----- Entries supplied

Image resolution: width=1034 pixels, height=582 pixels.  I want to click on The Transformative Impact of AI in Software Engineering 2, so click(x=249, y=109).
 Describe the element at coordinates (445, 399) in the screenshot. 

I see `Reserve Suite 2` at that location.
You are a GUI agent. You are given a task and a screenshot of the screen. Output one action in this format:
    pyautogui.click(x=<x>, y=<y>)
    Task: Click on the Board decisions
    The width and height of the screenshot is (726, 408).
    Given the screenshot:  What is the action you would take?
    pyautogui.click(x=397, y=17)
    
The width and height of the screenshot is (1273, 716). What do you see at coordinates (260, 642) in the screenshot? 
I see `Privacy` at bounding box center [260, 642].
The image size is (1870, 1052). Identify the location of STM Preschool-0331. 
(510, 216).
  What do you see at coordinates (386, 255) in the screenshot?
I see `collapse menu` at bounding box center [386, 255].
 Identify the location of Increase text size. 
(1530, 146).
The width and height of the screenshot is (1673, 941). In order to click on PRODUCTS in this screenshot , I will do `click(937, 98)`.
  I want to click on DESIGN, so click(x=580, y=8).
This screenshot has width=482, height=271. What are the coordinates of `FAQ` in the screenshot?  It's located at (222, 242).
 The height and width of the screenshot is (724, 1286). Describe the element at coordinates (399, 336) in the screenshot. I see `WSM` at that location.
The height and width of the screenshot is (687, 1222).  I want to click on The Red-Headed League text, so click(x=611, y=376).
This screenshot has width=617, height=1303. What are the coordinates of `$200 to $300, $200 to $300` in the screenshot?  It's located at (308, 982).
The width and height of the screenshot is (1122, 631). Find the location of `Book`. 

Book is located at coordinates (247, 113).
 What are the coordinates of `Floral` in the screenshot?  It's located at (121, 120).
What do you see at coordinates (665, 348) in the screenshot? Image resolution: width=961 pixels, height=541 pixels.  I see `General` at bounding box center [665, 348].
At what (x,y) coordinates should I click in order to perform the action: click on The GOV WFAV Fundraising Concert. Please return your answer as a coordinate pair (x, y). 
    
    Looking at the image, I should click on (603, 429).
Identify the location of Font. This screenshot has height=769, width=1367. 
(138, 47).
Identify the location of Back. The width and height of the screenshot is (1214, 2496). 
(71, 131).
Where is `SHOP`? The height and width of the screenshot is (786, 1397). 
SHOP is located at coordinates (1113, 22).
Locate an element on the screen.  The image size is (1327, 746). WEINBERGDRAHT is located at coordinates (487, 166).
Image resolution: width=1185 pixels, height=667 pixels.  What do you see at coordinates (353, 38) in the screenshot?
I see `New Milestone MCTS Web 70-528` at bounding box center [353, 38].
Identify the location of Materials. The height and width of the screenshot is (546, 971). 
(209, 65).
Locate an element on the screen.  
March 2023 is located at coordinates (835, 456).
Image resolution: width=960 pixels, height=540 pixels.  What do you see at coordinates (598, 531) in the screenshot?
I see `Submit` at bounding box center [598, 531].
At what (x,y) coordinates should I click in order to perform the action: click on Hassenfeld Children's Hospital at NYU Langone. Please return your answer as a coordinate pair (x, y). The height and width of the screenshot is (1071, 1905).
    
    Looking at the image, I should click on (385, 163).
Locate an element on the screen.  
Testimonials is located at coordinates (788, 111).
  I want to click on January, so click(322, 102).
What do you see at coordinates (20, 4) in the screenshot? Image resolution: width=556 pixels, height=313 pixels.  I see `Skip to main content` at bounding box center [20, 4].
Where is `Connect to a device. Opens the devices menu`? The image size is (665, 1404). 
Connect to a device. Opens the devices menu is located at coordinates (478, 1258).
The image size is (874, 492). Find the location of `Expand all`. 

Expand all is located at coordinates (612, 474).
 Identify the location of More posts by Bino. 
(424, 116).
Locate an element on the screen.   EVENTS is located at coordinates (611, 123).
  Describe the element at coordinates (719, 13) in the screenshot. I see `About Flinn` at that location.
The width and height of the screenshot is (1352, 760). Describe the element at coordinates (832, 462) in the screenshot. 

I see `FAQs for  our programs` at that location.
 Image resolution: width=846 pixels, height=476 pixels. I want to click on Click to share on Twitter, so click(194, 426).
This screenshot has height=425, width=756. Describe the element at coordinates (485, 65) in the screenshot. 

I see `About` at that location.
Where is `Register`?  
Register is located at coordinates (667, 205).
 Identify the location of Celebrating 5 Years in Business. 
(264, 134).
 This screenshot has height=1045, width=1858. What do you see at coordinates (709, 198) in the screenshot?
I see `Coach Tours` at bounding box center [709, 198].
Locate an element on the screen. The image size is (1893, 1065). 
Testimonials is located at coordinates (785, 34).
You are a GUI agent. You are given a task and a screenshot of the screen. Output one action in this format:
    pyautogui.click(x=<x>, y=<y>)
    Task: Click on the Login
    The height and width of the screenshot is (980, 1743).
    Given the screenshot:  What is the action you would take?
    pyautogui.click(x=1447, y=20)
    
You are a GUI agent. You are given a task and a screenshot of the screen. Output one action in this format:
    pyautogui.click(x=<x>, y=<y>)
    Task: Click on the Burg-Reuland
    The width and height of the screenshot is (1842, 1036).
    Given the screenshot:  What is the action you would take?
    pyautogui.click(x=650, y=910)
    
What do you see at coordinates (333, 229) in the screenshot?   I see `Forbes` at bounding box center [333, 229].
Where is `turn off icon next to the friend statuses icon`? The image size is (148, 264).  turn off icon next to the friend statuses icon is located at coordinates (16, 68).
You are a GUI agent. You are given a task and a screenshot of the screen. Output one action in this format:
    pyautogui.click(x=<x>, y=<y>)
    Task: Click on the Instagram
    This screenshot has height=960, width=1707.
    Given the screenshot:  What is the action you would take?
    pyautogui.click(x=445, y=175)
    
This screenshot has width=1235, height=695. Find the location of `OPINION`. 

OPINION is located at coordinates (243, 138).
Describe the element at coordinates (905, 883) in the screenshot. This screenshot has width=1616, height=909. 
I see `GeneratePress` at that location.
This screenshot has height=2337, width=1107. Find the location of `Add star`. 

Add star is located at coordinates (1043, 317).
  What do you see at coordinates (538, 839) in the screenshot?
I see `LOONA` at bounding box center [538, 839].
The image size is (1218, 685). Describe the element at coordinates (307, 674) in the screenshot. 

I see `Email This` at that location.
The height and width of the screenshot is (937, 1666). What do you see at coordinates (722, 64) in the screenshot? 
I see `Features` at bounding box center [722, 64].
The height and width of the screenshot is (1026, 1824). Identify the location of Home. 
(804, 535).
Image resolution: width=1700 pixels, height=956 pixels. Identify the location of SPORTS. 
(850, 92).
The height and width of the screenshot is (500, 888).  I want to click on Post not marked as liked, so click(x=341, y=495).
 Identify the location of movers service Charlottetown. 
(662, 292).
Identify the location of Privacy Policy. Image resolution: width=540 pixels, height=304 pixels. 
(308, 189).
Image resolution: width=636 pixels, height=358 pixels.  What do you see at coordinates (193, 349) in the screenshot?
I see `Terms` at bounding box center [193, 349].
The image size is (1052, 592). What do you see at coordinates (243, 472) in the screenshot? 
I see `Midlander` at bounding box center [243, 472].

----------

What this task involves:
The whole listing above is to be output exactly.

Response to the task:
Image resolution: width=1034 pixels, height=582 pixels.  I want to click on The Transformative Impact of AI in Software Engineering 2, so click(x=249, y=109).
 Describe the element at coordinates (445, 399) in the screenshot. 

I see `Reserve Suite 2` at that location.
You are a GUI agent. You are given a task and a screenshot of the screen. Output one action in this format:
    pyautogui.click(x=<x>, y=<y>)
    Task: Click on the Board decisions
    The width and height of the screenshot is (726, 408).
    Given the screenshot:  What is the action you would take?
    pyautogui.click(x=397, y=17)
    
The width and height of the screenshot is (1273, 716). What do you see at coordinates (260, 642) in the screenshot? 
I see `Privacy` at bounding box center [260, 642].
The image size is (1870, 1052). Identify the location of STM Preschool-0331. 
(510, 216).
  What do you see at coordinates (386, 255) in the screenshot?
I see `collapse menu` at bounding box center [386, 255].
 Identify the location of Increase text size. 
(1530, 146).
The width and height of the screenshot is (1673, 941). In order to click on PRODUCTS in this screenshot , I will do `click(937, 98)`.
  I want to click on DESIGN, so click(x=580, y=8).
This screenshot has width=482, height=271. What are the coordinates of `FAQ` in the screenshot?  It's located at (222, 242).
 The height and width of the screenshot is (724, 1286). Describe the element at coordinates (399, 336) in the screenshot. I see `WSM` at that location.
The height and width of the screenshot is (687, 1222).  I want to click on The Red-Headed League text, so click(x=611, y=376).
This screenshot has width=617, height=1303. What are the coordinates of `$200 to $300, $200 to $300` in the screenshot?  It's located at (308, 982).
The width and height of the screenshot is (1122, 631). Find the location of `Book`. 

Book is located at coordinates (247, 113).
 What are the coordinates of `Floral` in the screenshot?  It's located at (121, 120).
What do you see at coordinates (665, 348) in the screenshot? Image resolution: width=961 pixels, height=541 pixels.  I see `General` at bounding box center [665, 348].
At what (x,y) coordinates should I click in order to perform the action: click on The GOV WFAV Fundraising Concert. Please return your answer as a coordinate pair (x, y). 
    
    Looking at the image, I should click on (603, 429).
Identify the location of Font. This screenshot has height=769, width=1367. 
(138, 47).
Identify the location of Back. The width and height of the screenshot is (1214, 2496). 
(71, 131).
Where is `SHOP`? The height and width of the screenshot is (786, 1397). 
SHOP is located at coordinates (1113, 22).
Locate an element on the screen.  The image size is (1327, 746). WEINBERGDRAHT is located at coordinates (487, 166).
Image resolution: width=1185 pixels, height=667 pixels.  What do you see at coordinates (353, 38) in the screenshot?
I see `New Milestone MCTS Web 70-528` at bounding box center [353, 38].
Identify the location of Materials. The height and width of the screenshot is (546, 971). 
(209, 65).
Locate an element on the screen.  
March 2023 is located at coordinates (835, 456).
Image resolution: width=960 pixels, height=540 pixels.  What do you see at coordinates (598, 531) in the screenshot?
I see `Submit` at bounding box center [598, 531].
At what (x,y) coordinates should I click in order to perform the action: click on Hassenfeld Children's Hospital at NYU Langone. Please return your answer as a coordinate pair (x, y). The height and width of the screenshot is (1071, 1905).
    
    Looking at the image, I should click on (385, 163).
Locate an element on the screen.  
Testimonials is located at coordinates (788, 111).
  I want to click on January, so click(322, 102).
What do you see at coordinates (20, 4) in the screenshot? Image resolution: width=556 pixels, height=313 pixels.  I see `Skip to main content` at bounding box center [20, 4].
Where is `Connect to a device. Opens the devices menu`? The image size is (665, 1404). 
Connect to a device. Opens the devices menu is located at coordinates (478, 1258).
The image size is (874, 492). Find the location of `Expand all`. 

Expand all is located at coordinates (612, 474).
 Identify the location of More posts by Bino. 
(424, 116).
Locate an element on the screen.   EVENTS is located at coordinates (611, 123).
  Describe the element at coordinates (719, 13) in the screenshot. I see `About Flinn` at that location.
The width and height of the screenshot is (1352, 760). Describe the element at coordinates (832, 462) in the screenshot. 

I see `FAQs for  our programs` at that location.
 Image resolution: width=846 pixels, height=476 pixels. I want to click on Click to share on Twitter, so click(194, 426).
This screenshot has height=425, width=756. Describe the element at coordinates (485, 65) in the screenshot. 

I see `About` at that location.
Where is `Register`?  
Register is located at coordinates (667, 205).
 Identify the location of Celebrating 5 Years in Business. 
(264, 134).
 This screenshot has height=1045, width=1858. What do you see at coordinates (709, 198) in the screenshot?
I see `Coach Tours` at bounding box center [709, 198].
Locate an element on the screen. The image size is (1893, 1065). 
Testimonials is located at coordinates (785, 34).
You are a GUI agent. You are given a task and a screenshot of the screen. Output one action in this format:
    pyautogui.click(x=<x>, y=<y>)
    Task: Click on the Login
    The height and width of the screenshot is (980, 1743).
    Given the screenshot:  What is the action you would take?
    pyautogui.click(x=1447, y=20)
    
You are a GUI agent. You are given a task and a screenshot of the screen. Output one action in this format:
    pyautogui.click(x=<x>, y=<y>)
    Task: Click on the Burg-Reuland
    The width and height of the screenshot is (1842, 1036).
    Given the screenshot:  What is the action you would take?
    pyautogui.click(x=650, y=910)
    
What do you see at coordinates (333, 229) in the screenshot?   I see `Forbes` at bounding box center [333, 229].
Where is `turn off icon next to the friend statuses icon`? The image size is (148, 264).  turn off icon next to the friend statuses icon is located at coordinates (16, 68).
You are a GUI agent. You are given a task and a screenshot of the screen. Output one action in this format:
    pyautogui.click(x=<x>, y=<y>)
    Task: Click on the Instagram
    This screenshot has height=960, width=1707.
    Given the screenshot:  What is the action you would take?
    pyautogui.click(x=445, y=175)
    
This screenshot has width=1235, height=695. Find the location of `OPINION`. 

OPINION is located at coordinates (243, 138).
Describe the element at coordinates (905, 883) in the screenshot. This screenshot has width=1616, height=909. 
I see `GeneratePress` at that location.
This screenshot has height=2337, width=1107. Find the location of `Add star`. 

Add star is located at coordinates (1043, 317).
  What do you see at coordinates (538, 839) in the screenshot?
I see `LOONA` at bounding box center [538, 839].
The image size is (1218, 685). Describe the element at coordinates (307, 674) in the screenshot. 

I see `Email This` at that location.
The height and width of the screenshot is (937, 1666). What do you see at coordinates (722, 64) in the screenshot? 
I see `Features` at bounding box center [722, 64].
The height and width of the screenshot is (1026, 1824). Identify the location of Home. 
(804, 535).
Image resolution: width=1700 pixels, height=956 pixels. Identify the location of SPORTS. 
(850, 92).
The height and width of the screenshot is (500, 888).  I want to click on Post not marked as liked, so click(x=341, y=495).
 Identify the location of movers service Charlottetown. 
(662, 292).
Identify the location of Privacy Policy. Image resolution: width=540 pixels, height=304 pixels. 
(308, 189).
Image resolution: width=636 pixels, height=358 pixels.  What do you see at coordinates (193, 349) in the screenshot?
I see `Terms` at bounding box center [193, 349].
The image size is (1052, 592). What do you see at coordinates (243, 472) in the screenshot? 
I see `Midlander` at bounding box center [243, 472].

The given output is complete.